Really hard important questions
When filling in my LinkedIn profile back in 2006 or so, I posed the question: why are most Enterprise IT organizations so dysfunctional?
I haven’t answered that question yet. Nor have I changed my profile. Going back to look at, it turns out I actually wrote: “As a computer scientist working in a CIO role, I find myself continually asking why Enterprise IT so consistently under-performs and under-delivers across so many industries.”
But, let’s face it, that’s a management-speaky way of asking why “the IT department” and “sucks” are often used in the same sentence.
Having been at the helm of an organization that has demonstrably improved, has changed significantly over several years, and still has many areas where “sucks” is a generous representation of the quality of IT for our end-user community (sigh), I’m beginning to feel that I have a theory that I can articulate – at least in part – about why Enterprise IT struggles so much.
There are many different components of that theory. One of the most important is how – and IF – the IT organization answers these questions:
- How do we understand our impact?
- How do we stay connected to our end-users?
- As an organization, how do we learn?
I think of these as the “Really Hard, Important Questions”.
(RHQs. (Silent “I”.))
These are the ones that drive whether or not we’re doing the most important things in the best possible way.
I don’t know if the list is complete or not. I suspect there are one or two more questions I’d put on it if I were paying attention in class at the right time… if you have things you’d add, let me know.
(I also keep a “Hard, Important Questions” list, which is pretty long. It has things like “How do we prioritize?”, “Do titles matter?”, “Are we too process-oriented or not process-oriented enough?”, and “How do we get security right, without overdoing it?”)
For NIBR IT today, I don’t know the answers to the RHQs. I know what the answers used to be, but we’re different today than we were five years ago. We must answer them. If we don’t answer them deliberately, then the answer to each of them will implicitly become “we don’t”. We don’t understand, we don’t connect, we don’t learn.
At the most recent face-to-face workshop of the NIBR IT Senior Leadership team, we started digging into the first two questions (with the 3rd, and perhaps others, to be addressed at the next). What do we believe about understanding our impact and our connections to the rest of NIBR? What can we do differently and better? What’s our strategy? The discussion was great, with many suggestions.
We don’t have complete answers, but we do have a number of specific actions we intend to take to improve our understanding and improve our connection. It’s the first step in answering those questions for this phase of our organization.
In future blogs, I’ll give a sketch of those answers and ask for your suggestions.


**Problem description:**
Copy out the entries below exactly as they stand, but only from the line containing "You are a GUI" through the line containing "This screenshot has".

**Data for the task:**
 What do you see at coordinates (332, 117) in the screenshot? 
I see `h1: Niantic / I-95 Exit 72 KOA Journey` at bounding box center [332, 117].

--

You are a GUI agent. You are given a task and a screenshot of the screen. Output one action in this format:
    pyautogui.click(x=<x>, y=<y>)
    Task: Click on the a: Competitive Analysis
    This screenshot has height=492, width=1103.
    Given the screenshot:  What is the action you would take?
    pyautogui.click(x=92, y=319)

**Answer area:**
You are a GUI agent. You are given a task and a screenshot of the screen. Output one action in this format:
    pyautogui.click(x=<x>, y=<y>)
    Task: Click on the a: Competitive Analysis
    This screenshot has height=492, width=1103.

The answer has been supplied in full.